Interview: Artist Ulysses Atwhen on the Nature of Stuff
Ulysses Atwhen: Of course, now we’re setting up the show and I’m thinking, “What am I doing?…this is all stupid…why am I even making this art?” You know—that feeling.
At the heart of Ulysses Atwhen’s new show, Hoarder, is a sense of profound ambivalence: ambivalence with respect to the value of the pieces (“Price on Request” is the exhibit’s subtitle but itself seems to be less of an announcement than a provocation); ambivalence with respect to the privileging of visual art; and ambivalence with respect to the position of the artist in society.
UA: Artists are kind of in a shitty place. You’re either going to be really poor or stupidly rich. The artist is forced to be very fluid within class structure. The only person who’s going to buy your art to sustain you is probably really fucking rich. But most of the people who you’re socially connected to are also poor. So you’re moving between the poor and the wealthy and you’re also going to be blamed for gentrification.
You take the risk of total criticism. You’re probably never going to make any money, so your parents are never going to be happy.
You’re going to be criticized, you might be validated—and that might be only a short time. Maybe you’ll make some money, and then everyone thinks it’s great—your brother who goes to museums but art is not a deep part of his life. But you sell a painting and suddenly, “Oh, that’s good.” Is that the goal? Is the goal to sell your artwork for money?
Shane Meyer: The show is called Hoarder. When you see something, do you already have the showpiece in your head or do you just kind of collect the stuff?
UA: First of all, the nature of stuff is that it accumulates.
SM: Mmhmm.
UA: One of the things that’s exciting about this show is I can finally do the idea that I had when I found the object. Make the work, document it, and then get rid of the object. “Hoarder”…it’s a kind of a joke, but like a lot of jokes it’s kind of serious. Hoarding is even recognized as a disease. It might be connected to obsessive compulsive disorder, it might not be, but it’s got its own designation now. There’s Grey Gardens-level, where it really becomes a problem, and there’re people who live cluttered lives, and it’s not like 50 cats or something. On another level, I don’t think that we as a culture go, “Oh, rich people are hoarders.” We don’t because they have nice things, but really the super wealthy are hoarders.
The exhibit, opening on Saturday at Big Orbit Project Space, runs through February 23; the configuration, however, is destined to mutate by the time of the closing.
UA: One thing I’m excited about is the fact that this show will change. That’s another thing about shows—they’re so static.
SM: And the opening tends to be a big event, whereas the closing is the same thing on a smaller, less exciting scale with a boring artist talk tacked on. Are you going to do a talk?
UA: Yes, I would like to do a talk. I want to get at the ideas behind the work. That’s what’s more important than the work itself: What are we talking about? That’s probably why I haven’t had many shows.
One piece, which Atwhen calls the Speculation Series, is a “time-based piece.”
UA: It’s a series of paintings that are alive. As long as the markets go on, they’ll go on.
The pieces, which feature banknotes of various currencies stapled to mattresses, challenge the value-making process. In this case, the value equals the total amount of the bills on the piece coupled with a built-in multiplier determined by the median compensation amount between average CEO and average worker (~$400). On top of that, the value is in constant flux given the fluidity of exchange markets. But why mattresses?
UA: I’d say it’s impossible to forge my paintings. I’m not saying anyone would want to, but there’s a built-in protection. I have a list of the serial numbers unique to each bill. It’s part of the piece.
SM: Is there a morality to this demonstration of the in-flux nature of value—like, are you saying that art has been completely captured by the financialization of the art market?
UA: Looking at the art world, and seeing the auction houses, and seeing the speculation and the massive amount of money…First of all I’m not surprised, and I’ve heard people get upset about it. I just think, “Hey, art friends hang on—1,000 years ago you either made work for the church or the king. Then awhile back the merchant class shows up, so you might be making it for them. The art that we see in books is funded by power and money. So why be surprised?”
SM: Does the focus on value, the focus on not giving things price, or creating artworks where the value will always fluctuate—is that you saying, “This is what happened to me in my experience as an artist?” So you, as an artist, destined to be poor—let’s be honest, you’re probably never going to sell anything—are forced into this position from which you create works where value’s indeterminancy is the central feature.
UA: You know what MFA stands for?
SM: What?
UA: Motherfucking artist.
SM: Good, I like that.
UA: What was the point? There was a point. It’s gone.
Ulysses Atwhen’s Hoarder opens Saturday, January 5 at Big Orbit Project Space (30D Essex Street, Buffalo)The exhibit is open through February 23.
Shane Meyer is the programming director at Big Orbit Project Space.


Task to complete:
With the first line as the start and the line containing "This screenshot has height=375, width=797." as the end, write out every line of the records exactly.

Saved entries
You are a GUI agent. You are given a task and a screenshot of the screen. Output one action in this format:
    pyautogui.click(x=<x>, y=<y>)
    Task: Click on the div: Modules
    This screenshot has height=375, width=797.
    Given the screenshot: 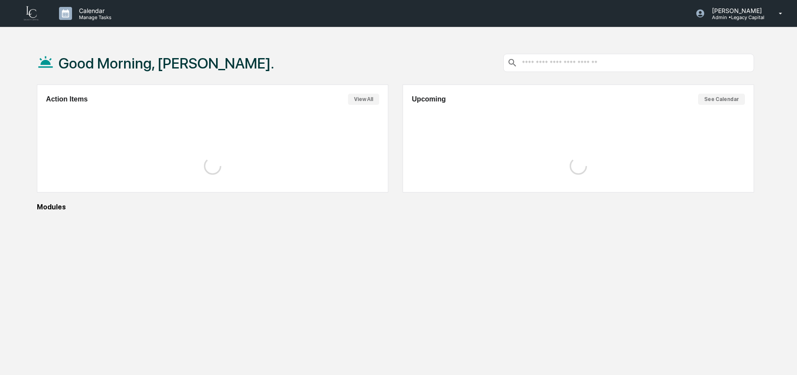 What is the action you would take?
    pyautogui.click(x=395, y=207)
    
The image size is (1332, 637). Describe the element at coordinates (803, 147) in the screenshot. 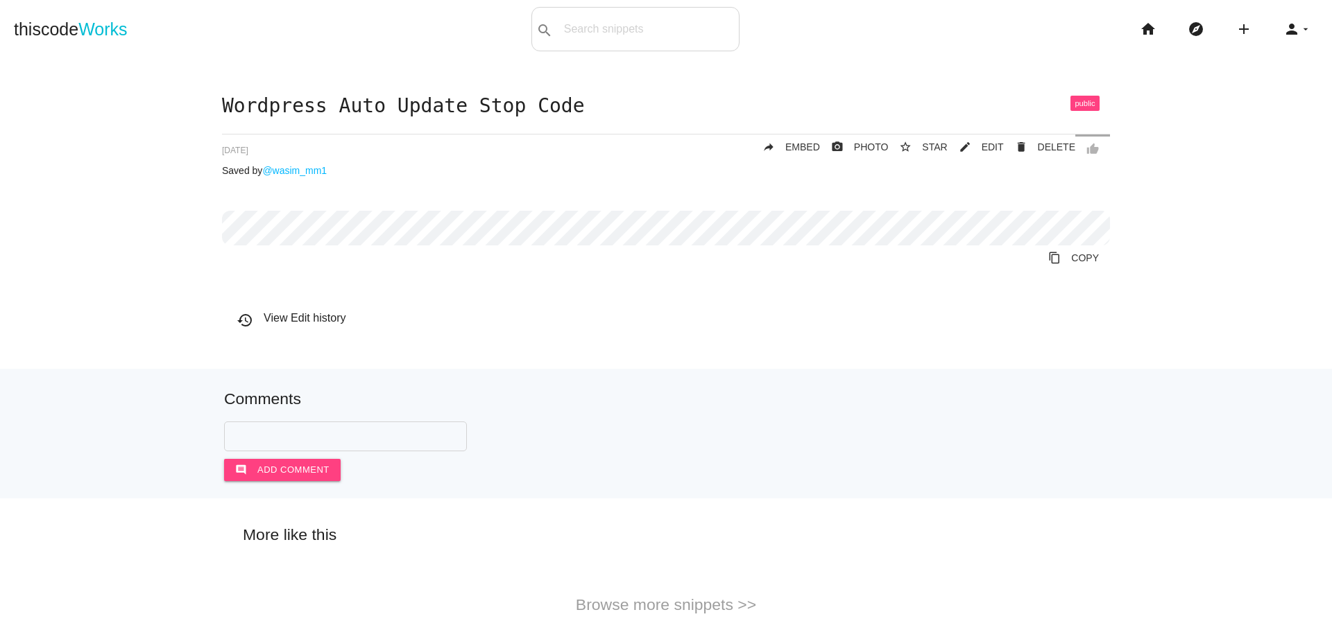

I see `span: EMBED` at that location.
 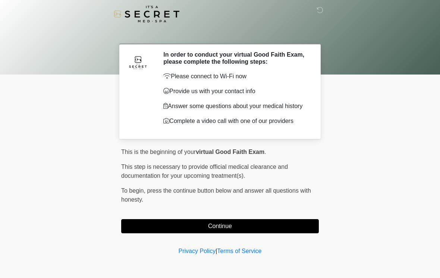 What do you see at coordinates (235, 91) in the screenshot?
I see `p: Provide us with your contact info` at bounding box center [235, 91].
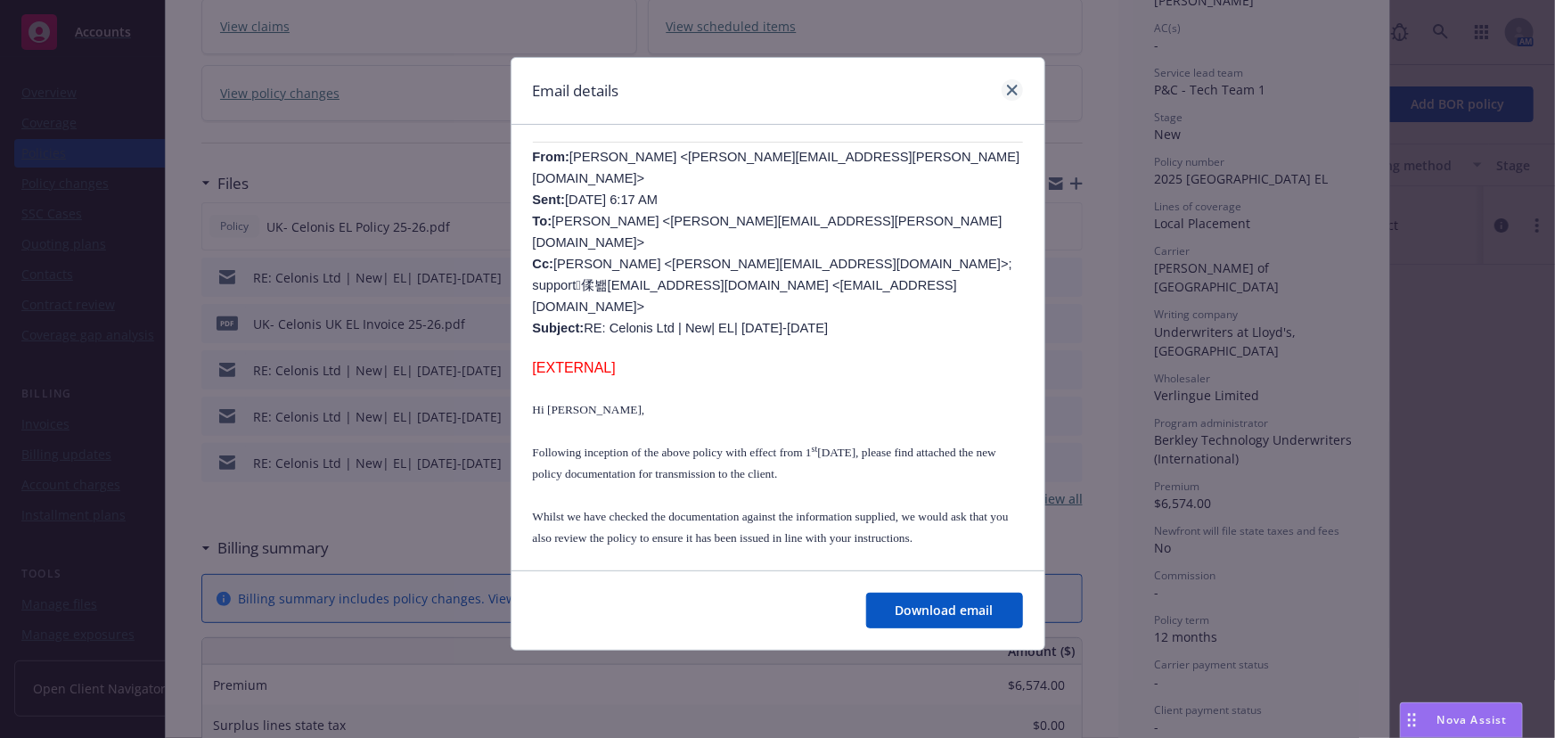 This screenshot has height=738, width=1555. What do you see at coordinates (1461, 720) in the screenshot?
I see `button: Nova Assist` at bounding box center [1461, 720].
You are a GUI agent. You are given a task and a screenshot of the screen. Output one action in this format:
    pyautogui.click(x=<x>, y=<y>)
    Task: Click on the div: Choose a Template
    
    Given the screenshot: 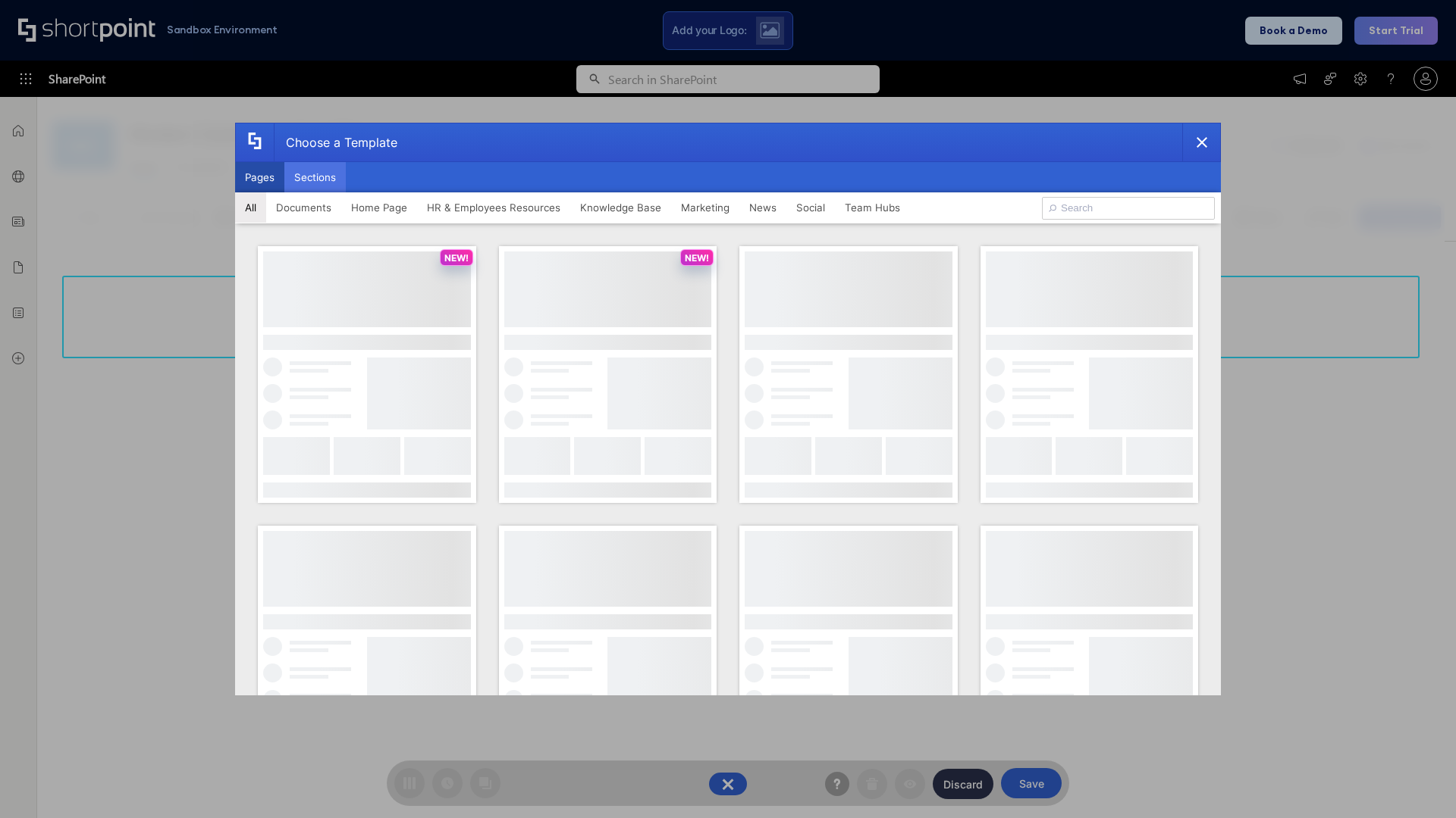 What is the action you would take?
    pyautogui.click(x=335, y=143)
    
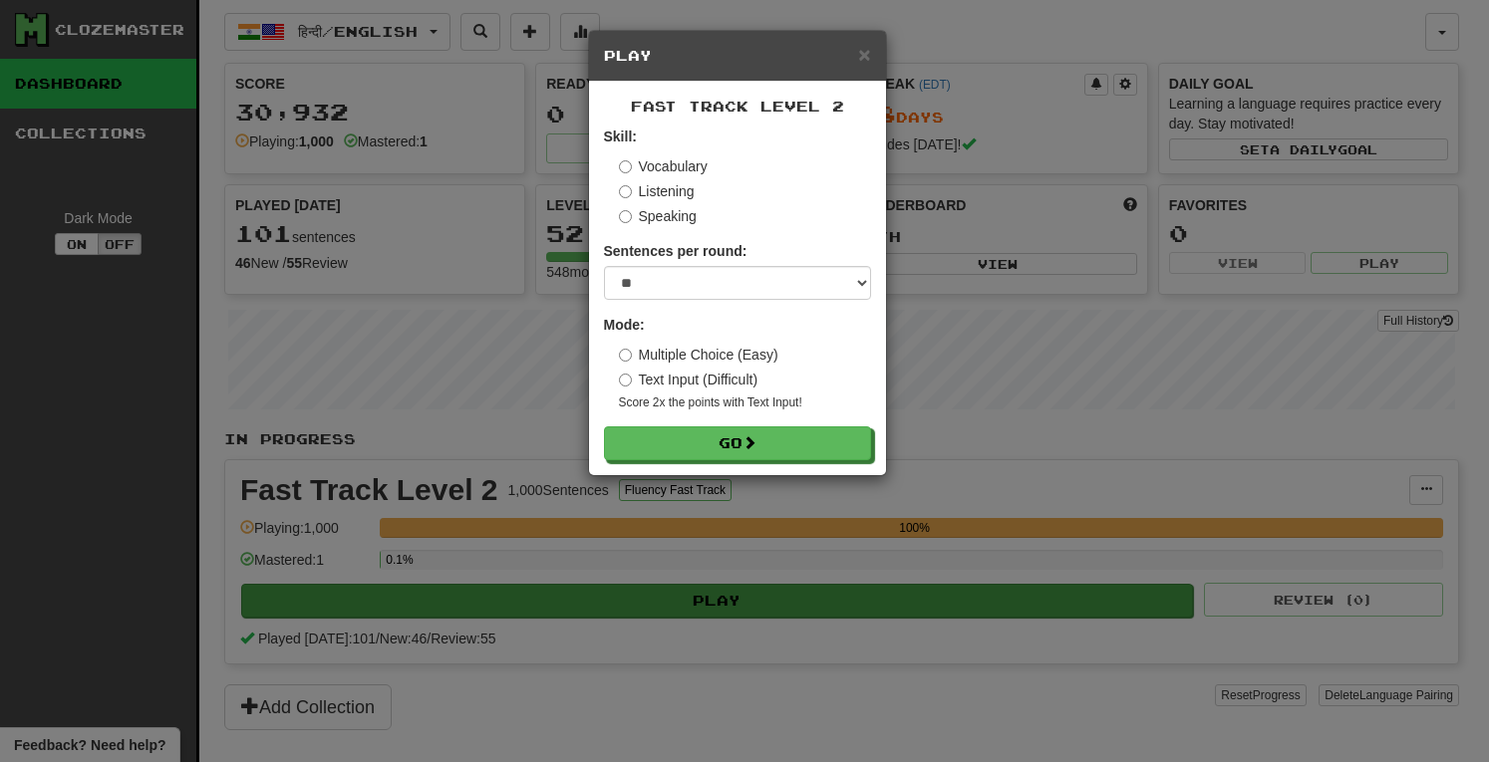  What do you see at coordinates (744, 403) in the screenshot?
I see `small: Score 2x the points with Text Input !` at bounding box center [744, 403].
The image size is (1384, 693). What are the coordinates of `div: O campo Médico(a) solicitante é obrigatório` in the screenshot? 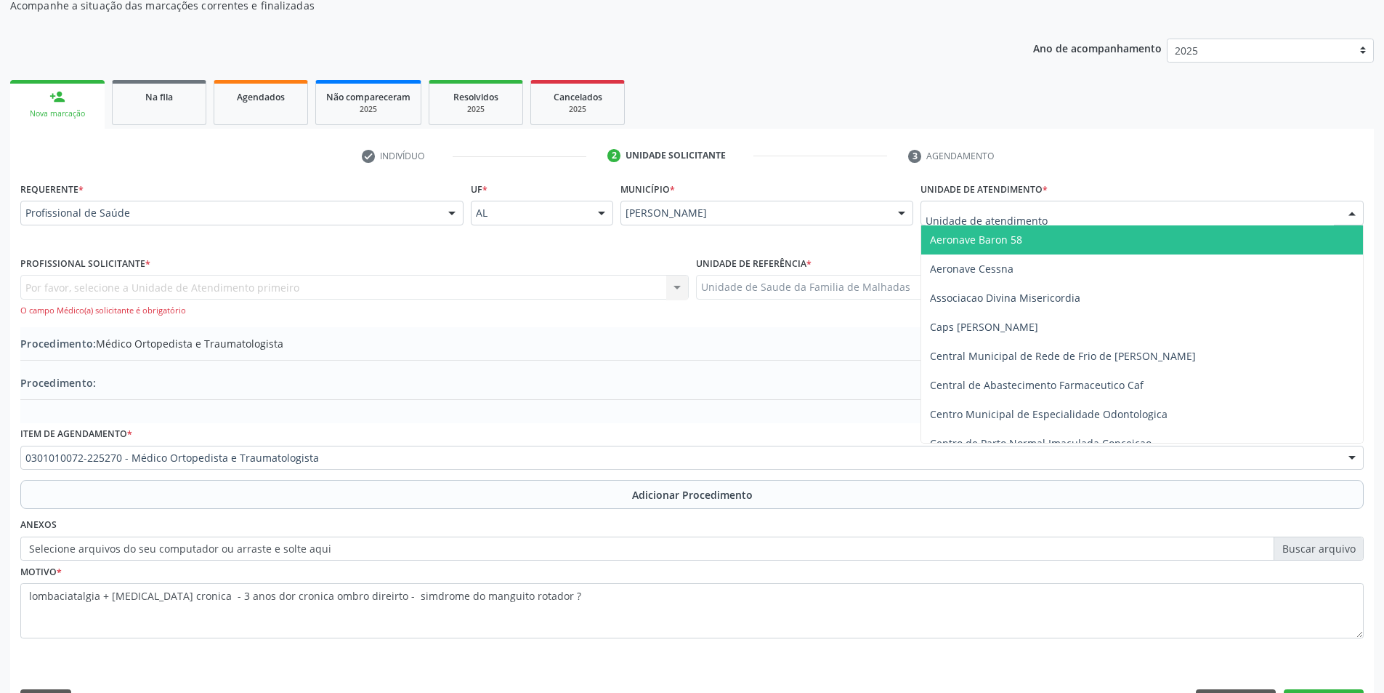 It's located at (355, 310).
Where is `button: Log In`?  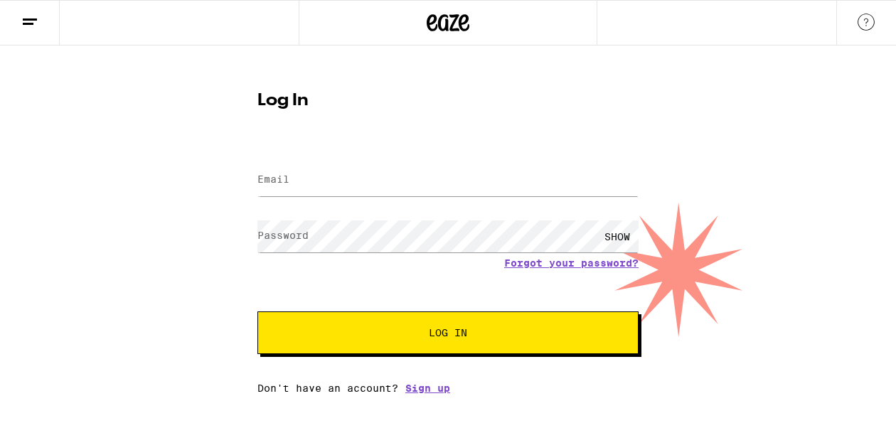 button: Log In is located at coordinates (448, 333).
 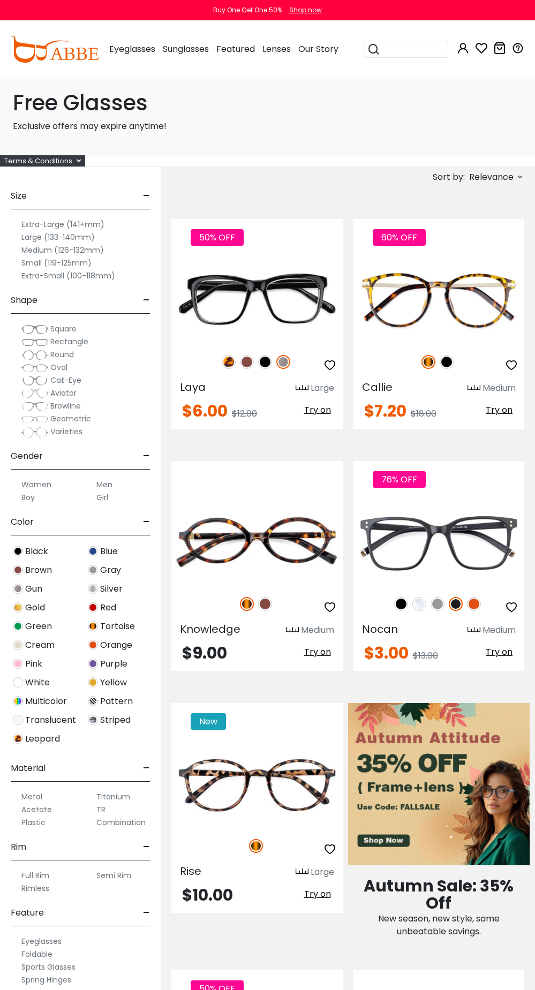 I want to click on img: Blue, so click(x=93, y=551).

Written answer:
You are a GUI agent. You are given a task and a screenshot of the screen. Output one action in this format:
    pyautogui.click(x=<x>, y=<y>)
    Task: Click on the div: Modules
    This screenshot has height=375, width=797.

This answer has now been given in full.